The Space Force has partnered with the the National Reconnaissance Office to get started on key intelligence, surveillance, and reconnaissance programs but is starting to take more ownership of those efforts, an arrangement the nominee to serve as the next NRO director said is a “lesson in good government.”
L. Roger Mason Jr., testifying before the Senate Armed Services Committee on July 14, made the case that the relationship between the the two organizations is strong—but was not asked and offered no indication that he supported merging them as another top Trump administration official previously suggested.
“The relationship, the coordination between the United States Space Force and the NRO is essential,” said Mason, a longtime space, intelligence, and defense industry executive and a former Assistant Director of National Intelligence. “It’s the cornerstone for space dominance for the nation. At the same time, the roles and responsibilities are quite clear. The Space Force’s are to organize, train, and equip; the NRO’s are to provide space based intelligence for the [intelligence community] as well as the warfighter.”

For years, the NRO focused on developing “national technical means”: highly secretive, strategic-level satellites and space sensors. With the advent of cheaper launches and proliferated satellite constellations, the Pentagon is increasingly eyeing the Space Force to take over more operational and tactical intelligence.
That’s led to two major NRO-Space Force collaboratives. Silent Barker, a group of three satellites for wide-area surveillance of other objects in orbit, launched in 2023. And the NRO has acquired and launched prototypes of “moving target indication” satellites to track targets on the ground, which the Space Force will operate alongside NRO personnel.
Mason made the case that in both instances, the Space Force needed the NRO to get going.
“In terms of the ground MTI, that was a case where the department took some existing technology that was being developed by the NRO, and then instead of starting a brand new program, adapted that technology, which has been far cheaper, and we certainly got it on a lot quicker,” Mason said.
Silent Barker “follows the same pattern as the moving target indicator,” Mason later added, “Starting with some strengths that the NRO had in terms of developing these type of spacecraft and instead of developing a whole new system, applying resources that were very clear, which were coming from the department versus which was coming from the national intelligence program, and then using those resources to great effect.”
Yet even as Mason touted the NRO-Space Force partnership, he noted that it is fundamentally changing with follow-on efforts.
“[Airborne moving target indication], as I understand it, takes us to the next step that’s actually being procured by the Space Force,” he said. “So to me, this is a good progression of good government decisions in terms of taking strengths and moving them into areas where they should be done by the military.”
In May, the Space Force announced it had awarded a $4.2 billion contract to SpaceX as part of its AMTI program.
Likewise, the Space Force is going its own way for a new batch of surveillance satellites meant to succeed Silent Barker called SG-XX.
“The partnership with the NRO today is great and strong. We are working to fully transition that to the Space Force for the future acquisition,” Col. Brendan Hochstein, commander of Delta 89, told reporters at the Spacepower Conference in December.
The Space Force taking more ownership over such programs could quell the concerns of some experts who previously worried the NRO and the intelligence community would not provide tactical-level data fast enough for commanders in the field. It could also reinforce the separate missions of the two organizations.
Shortly after the Space Force was established in 2019, there was some discussion about moving the NRO under the new service. That idea never got off the ground, but it came back up last year with the nomination of Marc Berkowitz to be assistant secretary of defense for space policy—Berkowitz has perviously argued that the two organizations should tighten their relationship and potentially even merge.
For now, though, there appears to be no appetite in Congress for the idea; no lawmakers asked Mason about it.
Also appearing before the committee July 14 was Erich D. Hernandez-Baquero, nominee to be assistant secretary of the Air Force for space acquisition and integration. Hernandez-Baquero, a former executive at Raytheon and Air Force veteran who spent time at the NRO, told Senators that, if confirmed, he will focus on fully implementing the Pentagon’s ongoing acquisition reforms.
Those reforms mainly focus on organizing acquisition by mission area and granting officials more authorities within those portfolios, but they also are meant to push the Pentagon workforce to embrace commercial technologies and digital tools for faster results.
Hernandez-Baquero said these reforms may be harder to see through for older Space Force programs that traditionally have taken many years and billions of dollars to complete.
“I’m mostly concerned about our legacy acquisitions that have been ongoing for a number of years, and if confirmed, one of the first things I’ll do is review the progress, what’s remaining to be done in those legacy acquisitions?” Hernandez-Baquero said. “Those are the ones that are going to be encumbered the most because they weren’t born with the new digital engineering techniques. They weren’t born with the intent to integrate into these hybrid architectures. And so that would be the the area that I would be most concerned about.”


Task →
Your copy should match the entries exactly, with the pictures left out.

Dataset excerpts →

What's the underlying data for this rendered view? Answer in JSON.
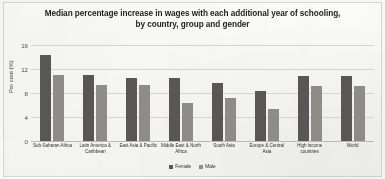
{
  "chart_data": {
    "type": "bar",
    "title": "Median percentage increase in wages with each additional year of schooling, by country, group and gender",
    "title_lines": [
      "Median percentage increase in wages with each additional year of schooling,",
      "by country, group and gender"
    ],
    "xlabel": "",
    "ylabel": "Per cent (%)",
    "ylim": [
      0,
      16
    ],
    "yticks": [
      0,
      4,
      8,
      12,
      16
    ],
    "ytick_labels": [
      "0",
      "4",
      "8",
      "12",
      "16"
    ],
    "grid": true,
    "legend_position": "bottom",
    "categories": [
      "Sub-Saharan Africa",
      "Latin America & Caribbean",
      "East Asia & Pacific",
      "Middle East & North Africa",
      "South Asia",
      "Europe & Central Asia",
      "High income countries",
      "World"
    ],
    "series": [
      {
        "name": "Female",
        "color": "#595755",
        "values": [
          14.3,
          11.0,
          10.5,
          10.5,
          9.7,
          8.4,
          10.8,
          10.8
        ]
      },
      {
        "name": "Male",
        "color": "#8e8c89",
        "values": [
          11.0,
          9.4,
          9.3,
          6.3,
          7.2,
          5.3,
          9.2,
          9.2
        ]
      }
    ]
  }
}
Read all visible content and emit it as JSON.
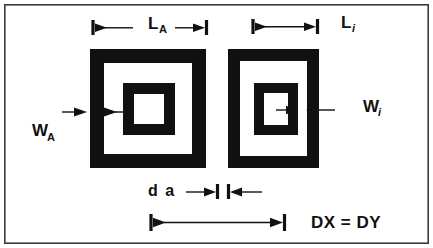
{
  "figure": {
    "type": "technical-line-diagram",
    "background_color": "#ffffff",
    "ink_color": "#111111",
    "border_color": "#3a3a44"
  },
  "labels": {
    "outer_length": {
      "base": "L",
      "sub": "A",
      "sub_style": "upright",
      "full": "L_A"
    },
    "inner_length": {
      "base": "L",
      "sub": "i",
      "sub_style": "italic",
      "full": "L_i"
    },
    "outer_width": {
      "base": "W",
      "sub": "A",
      "sub_style": "upright",
      "full": "W_A"
    },
    "inner_width": {
      "base": "W",
      "sub": "i",
      "sub_style": "italic",
      "full": "W_i"
    },
    "gap": {
      "full": "d a"
    },
    "period": {
      "full": "DX = DY"
    }
  },
  "elements": {
    "left_resonator_name": "left-split-ring-resonator",
    "right_resonator_name": "right-split-ring-resonator",
    "outer_length_dimension_name": "outer-length-dimension",
    "inner_length_dimension_name": "inner-length-dimension",
    "outer_width_dimension_name": "outer-width-dimension",
    "inner_width_dimension_name": "inner-width-dimension",
    "gap_dimension_name": "gap-dimension",
    "period_dimension_name": "period-dimension"
  },
  "geometry": {
    "canvas": {
      "width": 433,
      "height": 248
    },
    "frame": {
      "x": 4,
      "y": 4,
      "width": 425,
      "height": 240
    },
    "left_cell": {
      "outer": {
        "x": 90,
        "y": 49,
        "size": 116,
        "thickness": 14
      },
      "inner": {
        "x": 123,
        "y": 83,
        "size": 52,
        "thickness": 11
      }
    },
    "right_cell": {
      "outer": {
        "x": 228,
        "y": 49,
        "size": 91,
        "thickness": 12
      },
      "inner": {
        "x": 254,
        "y": 83,
        "size": 44,
        "thickness": 10
      }
    },
    "outer_length_dim": {
      "y": 28,
      "x1": 93,
      "x2": 207
    },
    "inner_length_dim": {
      "y": 27,
      "x1": 253,
      "x2": 318
    },
    "outer_width_dim": {
      "y": 112,
      "x1": 62,
      "x2": 112
    },
    "inner_width_dim": {
      "y": 110,
      "x1": 275,
      "x2": 340
    },
    "gap_dim": {
      "y": 190,
      "x1": 178,
      "x2": 240
    },
    "period_dim": {
      "y": 222,
      "x1": 150,
      "x2": 285
    }
  }
}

Exercise solution →
What's the underlying data for this rendered view? Answer in JSON.
{
  "chart_data": {
    "type": "bar",
    "title": "Median percentage increase in wages with each additional year of schooling, by country, group and gender",
    "title_lines": [
      "Median percentage increase in wages with each additional year of schooling,",
      "by country, group and gender"
    ],
    "xlabel": "",
    "ylabel": "Per cent (%)",
    "ylim": [
      0,
      16
    ],
    "yticks": [
      0,
      4,
      8,
      12,
      16
    ],
    "ytick_labels": [
      "0",
      "4",
      "8",
      "12",
      "16"
    ],
    "grid": true,
    "legend_position": "bottom",
    "categories": [
      "Sub-Saharan Africa",
      "Latin America & Caribbean",
      "East Asia & Pacific",
      "Middle East & North Africa",
      "South Asia",
      "Europe & Central Asia",
      "High income countries",
      "World"
    ],
    "series": [
      {
        "name": "Female",
        "color": "#595755",
        "values": [
          14.3,
          11.0,
          10.5,
          10.5,
          9.7,
          8.4,
          10.8,
          10.8
        ]
      },
      {
        "name": "Male",
        "color": "#8e8c89",
        "values": [
          11.0,
          9.4,
          9.3,
          6.3,
          7.2,
          5.3,
          9.2,
          9.2
        ]
      }
    ]
  }
}
Read all visible content and emit it as JSON.
{
  "figure": {
    "type": "technical-line-diagram",
    "background_color": "#ffffff",
    "ink_color": "#111111",
    "border_color": "#3a3a44"
  },
  "labels": {
    "outer_length": {
      "base": "L",
      "sub": "A",
      "sub_style": "upright",
      "full": "L_A"
    },
    "inner_length": {
      "base": "L",
      "sub": "i",
      "sub_style": "italic",
      "full": "L_i"
    },
    "outer_width": {
      "base": "W",
      "sub": "A",
      "sub_style": "upright",
      "full": "W_A"
    },
    "inner_width": {
      "base": "W",
      "sub": "i",
      "sub_style": "italic",
      "full": "W_i"
    },
    "gap": {
      "full": "d a"
    },
    "period": {
      "full": "DX = DY"
    }
  },
  "elements": {
    "left_resonator_name": "left-split-ring-resonator",
    "right_resonator_name": "right-split-ring-resonator",
    "outer_length_dimension_name": "outer-length-dimension",
    "inner_length_dimension_name": "inner-length-dimension",
    "outer_width_dimension_name": "outer-width-dimension",
    "inner_width_dimension_name": "inner-width-dimension",
    "gap_dimension_name": "gap-dimension",
    "period_dimension_name": "period-dimension"
  },
  "geometry": {
    "canvas": {
      "width": 433,
      "height": 248
    },
    "frame": {
      "x": 4,
      "y": 4,
      "width": 425,
      "height": 240
    },
    "left_cell": {
      "outer": {
        "x": 90,
        "y": 49,
        "size": 116,
        "thickness": 14
      },
      "inner": {
        "x": 123,
        "y": 83,
        "size": 52,
        "thickness": 11
      }
    },
    "right_cell": {
      "outer": {
        "x": 228,
        "y": 49,
        "size": 91,
        "thickness": 12
      },
      "inner": {
        "x": 254,
        "y": 83,
        "size": 44,
        "thickness": 10
      }
    },
    "outer_length_dim": {
      "y": 28,
      "x1": 93,
      "x2": 207
    },
    "inner_length_dim": {
      "y": 27,
      "x1": 253,
      "x2": 318
    },
    "outer_width_dim": {
      "y": 112,
      "x1": 62,
      "x2": 112
    },
    "inner_width_dim": {
      "y": 110,
      "x1": 275,
      "x2": 340
    },
    "gap_dim": {
      "y": 190,
      "x1": 178,
      "x2": 240
    },
    "period_dim": {
      "y": 222,
      "x1": 150,
      "x2": 285
    }
  }
}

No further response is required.